Hi,

I would like to talk about naming convention. I think it's fine to have 
short names in a langage with few keywords such as C (memcpy), but a 
langage such as Julia that wants to be also high level with a huge standard 
library needs convention because the langage might become very large. I 
find the convention used by Mathematica the best ever made. Nothing is 
shortened except a few exceptions and consistent use of CamlCase. On the 
other hand, Matlab is probably one of the worst thing that happen in terms 
of naming: no consistency at all! I suspect that Cleve Moler who started 
Matlab not used LAPACK but also the Fortran 77 naming convention which was 
only there only for technical reasons ;-)

I've seen that the naming convention for function in Julia looks like the 
same as in Python: everything must be lowercase, and don't use underscore. 
Let's look at different naming conventions, the first one being the one 
used by Julia.

1) daysinmonth()
2) daysInMonth()
3) days_in_month()

I find the first one the most difficult to read. I tend to prefer the last 
one, but the second one is also easy to read. The fact that Julia uses the 
first one and the fact that many names are shortened, makes reading code 
with functions you've never seen a pain. For instance reading a name 
"iso..." my mind does not understand if we at talking about a function that 
returns a Bool ("is" suggests that) or something that has been standardised 
(ISO). Using the second naming convention would make things easier. Also it 
would prevent people using underscores as we have in the standard library 
without any clear reason.

I don't find any disadvantage for the second naming convention over the 
first one. So why do people use the first one?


> [EXERCISE INSTRUCTIONS] Return every record below exactly as written, omitting any pictures.

----

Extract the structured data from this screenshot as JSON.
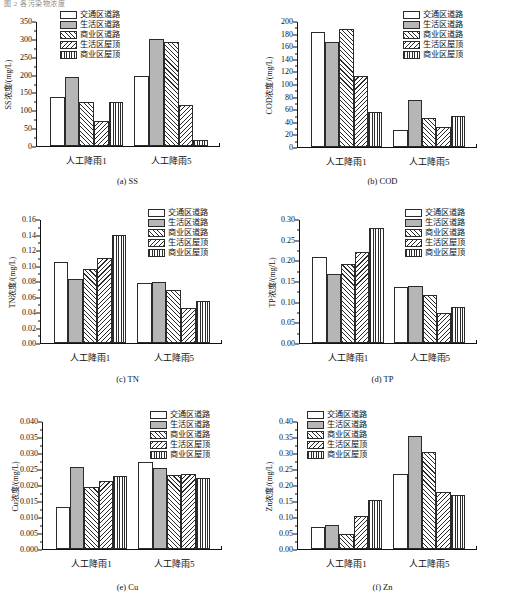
{
  "clipped_header_text": "图 2  各污染物浓度",
  "legend_labels": [
    "交通区道路",
    "生活区道路",
    "商业区道路",
    "生活区屋顶",
    "商业区屋顶"
  ],
  "legend_patterns": [
    "white",
    "gray",
    "forward-hatch",
    "back-hatch",
    "vertical-lines"
  ],
  "categories": [
    "人工降雨1",
    "人工降雨5"
  ],
  "chart_data": [
    {
      "type": "bar",
      "panel": "a",
      "caption": "(a)  SS",
      "title": "",
      "ylabel": "SS浓度/(mg/L)",
      "xlabel": "",
      "categories": [
        "人工降雨1",
        "人工降雨5"
      ],
      "ylim": [
        0,
        350
      ],
      "yticks": [
        0,
        50,
        100,
        150,
        200,
        250,
        300,
        350
      ],
      "ytick_labels": [
        "0",
        "50",
        "100",
        "150",
        "200",
        "250",
        "300",
        "350"
      ],
      "grid": false,
      "legend_position": "top-center",
      "series": [
        {
          "name": "交通区道路",
          "values": [
            136,
            195
          ]
        },
        {
          "name": "生活区道路",
          "values": [
            192,
            299
          ]
        },
        {
          "name": "商业区道路",
          "values": [
            122,
            292
          ]
        },
        {
          "name": "生活区屋顶",
          "values": [
            69,
            116
          ]
        },
        {
          "name": "商业区屋顶",
          "values": [
            124,
            17
          ]
        }
      ]
    },
    {
      "type": "bar",
      "panel": "b",
      "caption": "(b)  COD",
      "title": "",
      "ylabel": "COD浓度/(mg/L)",
      "xlabel": "",
      "categories": [
        "人工降雨1",
        "人工降雨5"
      ],
      "ylim": [
        0,
        200
      ],
      "yticks": [
        0,
        20,
        40,
        60,
        80,
        100,
        120,
        140,
        160,
        180,
        200
      ],
      "ytick_labels": [
        "0",
        "20",
        "40",
        "60",
        "80",
        "100",
        "120",
        "140",
        "160",
        "180",
        "200"
      ],
      "grid": false,
      "legend_position": "top-right",
      "series": [
        {
          "name": "交通区道路",
          "values": [
            182,
            27
          ]
        },
        {
          "name": "生活区道路",
          "values": [
            167,
            75
          ]
        },
        {
          "name": "商业区道路",
          "values": [
            187,
            46
          ]
        },
        {
          "name": "生活区屋顶",
          "values": [
            113,
            32
          ]
        },
        {
          "name": "商业区屋顶",
          "values": [
            56,
            50
          ]
        }
      ]
    },
    {
      "type": "bar",
      "panel": "c",
      "caption": "(c)  TN",
      "title": "",
      "ylabel": "TN浓度/(mg/L)",
      "xlabel": "",
      "categories": [
        "人工降雨1",
        "人工降雨5"
      ],
      "ylim": [
        0,
        0.16
      ],
      "yticks": [
        0,
        0.02,
        0.04,
        0.06,
        0.08,
        0.1,
        0.12,
        0.14,
        0.16
      ],
      "ytick_labels": [
        "0.00",
        "0.02",
        "0.04",
        "0.06",
        "0.08",
        "0.10",
        "0.12",
        "0.14",
        "0.16"
      ],
      "grid": false,
      "legend_position": "top-right",
      "series": [
        {
          "name": "交通区道路",
          "values": [
            0.104,
            0.078
          ]
        },
        {
          "name": "生活区道路",
          "values": [
            0.083,
            0.079
          ]
        },
        {
          "name": "商业区道路",
          "values": [
            0.095,
            0.068
          ]
        },
        {
          "name": "生活区屋顶",
          "values": [
            0.11,
            0.045
          ]
        },
        {
          "name": "商业区屋顶",
          "values": [
            0.139,
            0.054
          ]
        }
      ]
    },
    {
      "type": "bar",
      "panel": "d",
      "caption": "(d)  TP",
      "title": "",
      "ylabel": "TP浓度/(mg/L)",
      "xlabel": "",
      "categories": [
        "人工降雨1",
        "人工降雨5"
      ],
      "ylim": [
        0,
        0.3
      ],
      "yticks": [
        0,
        0.05,
        0.1,
        0.15,
        0.2,
        0.25,
        0.3
      ],
      "ytick_labels": [
        "0.00",
        "0.05",
        "0.10",
        "0.15",
        "0.20",
        "0.25",
        "0.30"
      ],
      "grid": false,
      "legend_position": "top-right",
      "series": [
        {
          "name": "交通区道路",
          "values": [
            0.209,
            0.136
          ]
        },
        {
          "name": "生活区道路",
          "values": [
            0.167,
            0.138
          ]
        },
        {
          "name": "商业区道路",
          "values": [
            0.191,
            0.117
          ]
        },
        {
          "name": "生活区屋顶",
          "values": [
            0.22,
            0.072
          ]
        },
        {
          "name": "商业区屋顶",
          "values": [
            0.279,
            0.088
          ]
        }
      ]
    },
    {
      "type": "bar",
      "panel": "e",
      "caption": "(e)  Cu",
      "title": "",
      "ylabel": "Cu浓度/(mg/L)",
      "xlabel": "",
      "categories": [
        "人工降雨1",
        "人工降雨5"
      ],
      "ylim": [
        0,
        0.04
      ],
      "yticks": [
        0,
        0.005,
        0.01,
        0.015,
        0.02,
        0.025,
        0.03,
        0.035,
        0.04
      ],
      "ytick_labels": [
        "0.000",
        "0.005",
        "0.010",
        "0.015",
        "0.020",
        "0.025",
        "0.030",
        "0.035",
        "0.040"
      ],
      "grid": false,
      "legend_position": "top-right",
      "series": [
        {
          "name": "交通区道路",
          "values": [
            0.013,
            0.0271
          ]
        },
        {
          "name": "生活区道路",
          "values": [
            0.0256,
            0.0253
          ]
        },
        {
          "name": "商业区道路",
          "values": [
            0.0194,
            0.0231
          ]
        },
        {
          "name": "生活区屋顶",
          "values": [
            0.0212,
            0.0235
          ]
        },
        {
          "name": "商业区屋顶",
          "values": [
            0.0228,
            0.0222
          ]
        }
      ]
    },
    {
      "type": "bar",
      "panel": "f",
      "caption": "(f)  Zn",
      "title": "",
      "ylabel": "Zn浓度/(mg/L)",
      "xlabel": "",
      "categories": [
        "人工降雨1",
        "人工降雨5"
      ],
      "ylim": [
        0,
        0.4
      ],
      "yticks": [
        0,
        0.05,
        0.1,
        0.15,
        0.2,
        0.25,
        0.3,
        0.35,
        0.4
      ],
      "ytick_labels": [
        "0.00",
        "0.05",
        "0.10",
        "0.15",
        "0.20",
        "0.25",
        "0.30",
        "0.35",
        "0.40"
      ],
      "grid": false,
      "legend_position": "top-left",
      "series": [
        {
          "name": "交通区道路",
          "values": [
            0.068,
            0.235
          ]
        },
        {
          "name": "生活区道路",
          "values": [
            0.076,
            0.352
          ]
        },
        {
          "name": "商业区道路",
          "values": [
            0.047,
            0.303
          ]
        },
        {
          "name": "生活区屋顶",
          "values": [
            0.102,
            0.179
          ]
        },
        {
          "name": "商业区屋顶",
          "values": [
            0.154,
            0.168
          ]
        }
      ]
    }
  ]
}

----

> [RESPONSE FOR THIS EXERCISE]
Extract the structured data from this screenshot as JSON.
{
  "clipped_header_text": "图 2  各污染物浓度",
  "legend_labels": [
    "交通区道路",
    "生活区道路",
    "商业区道路",
    "生活区屋顶",
    "商业区屋顶"
  ],
  "legend_patterns": [
    "white",
    "gray",
    "forward-hatch",
    "back-hatch",
    "vertical-lines"
  ],
  "categories": [
    "人工降雨1",
    "人工降雨5"
  ],
  "chart_data": [
    {
      "type": "bar",
      "panel": "a",
      "caption": "(a)  SS",
      "title": "",
      "ylabel": "SS浓度/(mg/L)",
      "xlabel": "",
      "categories": [
        "人工降雨1",
        "人工降雨5"
      ],
      "ylim": [
        0,
        350
      ],
      "yticks": [
        0,
        50,
        100,
        150,
        200,
        250,
        300,
        350
      ],
      "ytick_labels": [
        "0",
        "50",
        "100",
        "150",
        "200",
        "250",
        "300",
        "350"
      ],
      "grid": false,
      "legend_position": "top-center",
      "series": [
        {
          "name": "交通区道路",
          "values": [
            136,
            195
          ]
        },
        {
          "name": "生活区道路",
          "values": [
            192,
            299
          ]
        },
        {
          "name": "商业区道路",
          "values": [
            122,
            292
          ]
        },
        {
          "name": "生活区屋顶",
          "values": [
            69,
            116
          ]
        },
        {
          "name": "商业区屋顶",
          "values": [
            124,
            17
          ]
        }
      ]
    },
    {
      "type": "bar",
      "panel": "b",
      "caption": "(b)  COD",
      "title": "",
      "ylabel": "COD浓度/(mg/L)",
      "xlabel": "",
      "categories": [
        "人工降雨1",
        "人工降雨5"
      ],
      "ylim": [
        0,
        200
      ],
      "yticks": [
        0,
        20,
        40,
        60,
        80,
        100,
        120,
        140,
        160,
        180,
        200
      ],
      "ytick_labels": [
        "0",
        "20",
        "40",
        "60",
        "80",
        "100",
        "120",
        "140",
        "160",
        "180",
        "200"
      ],
      "grid": false,
      "legend_position": "top-right",
      "series": [
        {
          "name": "交通区道路",
          "values": [
            182,
            27
          ]
        },
        {
          "name": "生活区道路",
          "values": [
            167,
            75
          ]
        },
        {
          "name": "商业区道路",
          "values": [
            187,
            46
          ]
        },
        {
          "name": "生活区屋顶",
          "values": [
            113,
            32
          ]
        },
        {
          "name": "商业区屋顶",
          "values": [
            56,
            50
          ]
        }
      ]
    },
    {
      "type": "bar",
      "panel": "c",
      "caption": "(c)  TN",
      "title": "",
      "ylabel": "TN浓度/(mg/L)",
      "xlabel": "",
      "categories": [
        "人工降雨1",
        "人工降雨5"
      ],
      "ylim": [
        0,
        0.16
      ],
      "yticks": [
        0,
        0.02,
        0.04,
        0.06,
        0.08,
        0.1,
        0.12,
        0.14,
        0.16
      ],
      "ytick_labels": [
        "0.00",
        "0.02",
        "0.04",
        "0.06",
        "0.08",
        "0.10",
        "0.12",
        "0.14",
        "0.16"
      ],
      "grid": false,
      "legend_position": "top-right",
      "series": [
        {
          "name": "交通区道路",
          "values": [
            0.104,
            0.078
          ]
        },
        {
          "name": "生活区道路",
          "values": [
            0.083,
            0.079
          ]
        },
        {
          "name": "商业区道路",
          "values": [
            0.095,
            0.068
          ]
        },
        {
          "name": "生活区屋顶",
          "values": [
            0.11,
            0.045
          ]
        },
        {
          "name": "商业区屋顶",
          "values": [
            0.139,
            0.054
          ]
        }
      ]
    },
    {
      "type": "bar",
      "panel": "d",
      "caption": "(d)  TP",
      "title": "",
      "ylabel": "TP浓度/(mg/L)",
      "xlabel": "",
      "categories": [
        "人工降雨1",
        "人工降雨5"
      ],
      "ylim": [
        0,
        0.3
      ],
      "yticks": [
        0,
        0.05,
        0.1,
        0.15,
        0.2,
        0.25,
        0.3
      ],
      "ytick_labels": [
        "0.00",
        "0.05",
        "0.10",
        "0.15",
        "0.20",
        "0.25",
        "0.30"
      ],
      "grid": false,
      "legend_position": "top-right",
      "series": [
        {
          "name": "交通区道路",
          "values": [
            0.209,
            0.136
          ]
        },
        {
          "name": "生活区道路",
          "values": [
            0.167,
            0.138
          ]
        },
        {
          "name": "商业区道路",
          "values": [
            0.191,
            0.117
          ]
        },
        {
          "name": "生活区屋顶",
          "values": [
            0.22,
            0.072
          ]
        },
        {
          "name": "商业区屋顶",
          "values": [
            0.279,
            0.088
          ]
        }
      ]
    },
    {
      "type": "bar",
      "panel": "e",
      "caption": "(e)  Cu",
      "title": "",
      "ylabel": "Cu浓度/(mg/L)",
      "xlabel": "",
      "categories": [
        "人工降雨1",
        "人工降雨5"
      ],
      "ylim": [
        0,
        0.04
      ],
      "yticks": [
        0,
        0.005,
        0.01,
        0.015,
        0.02,
        0.025,
        0.03,
        0.035,
        0.04
      ],
      "ytick_labels": [
        "0.000",
        "0.005",
        "0.010",
        "0.015",
        "0.020",
        "0.025",
        "0.030",
        "0.035",
        "0.040"
      ],
      "grid": false,
      "legend_position": "top-right",
      "series": [
        {
          "name": "交通区道路",
          "values": [
            0.013,
            0.0271
          ]
        },
        {
          "name": "生活区道路",
          "values": [
            0.0256,
            0.0253
          ]
        },
        {
          "name": "商业区道路",
          "values": [
            0.0194,
            0.0231
          ]
        },
        {
          "name": "生活区屋顶",
          "values": [
            0.0212,
            0.0235
          ]
        },
        {
          "name": "商业区屋顶",
          "values": [
            0.0228,
            0.0222
          ]
        }
      ]
    },
    {
      "type": "bar",
      "panel": "f",
      "caption": "(f)  Zn",
      "title": "",
      "ylabel": "Zn浓度/(mg/L)",
      "xlabel": "",
      "categories": [
        "人工降雨1",
        "人工降雨5"
      ],
      "ylim": [
        0,
        0.4
      ],
      "yticks": [
        0,
        0.05,
        0.1,
        0.15,
        0.2,
        0.25,
        0.3,
        0.35,
        0.4
      ],
      "ytick_labels": [
        "0.00",
        "0.05",
        "0.10",
        "0.15",
        "0.20",
        "0.25",
        "0.30",
        "0.35",
        "0.40"
      ],
      "grid": false,
      "legend_position": "top-left",
      "series": [
        {
          "name": "交通区道路",
          "values": [
            0.068,
            0.235
          ]
        },
        {
          "name": "生活区道路",
          "values": [
            0.076,
            0.352
          ]
        },
        {
          "name": "商业区道路",
          "values": [
            0.047,
            0.303
          ]
        },
        {
          "name": "生活区屋顶",
          "values": [
            0.102,
            0.179
          ]
        },
        {
          "name": "商业区屋顶",
          "values": [
            0.154,
            0.168
          ]
        }
      ]
    }
  ]
}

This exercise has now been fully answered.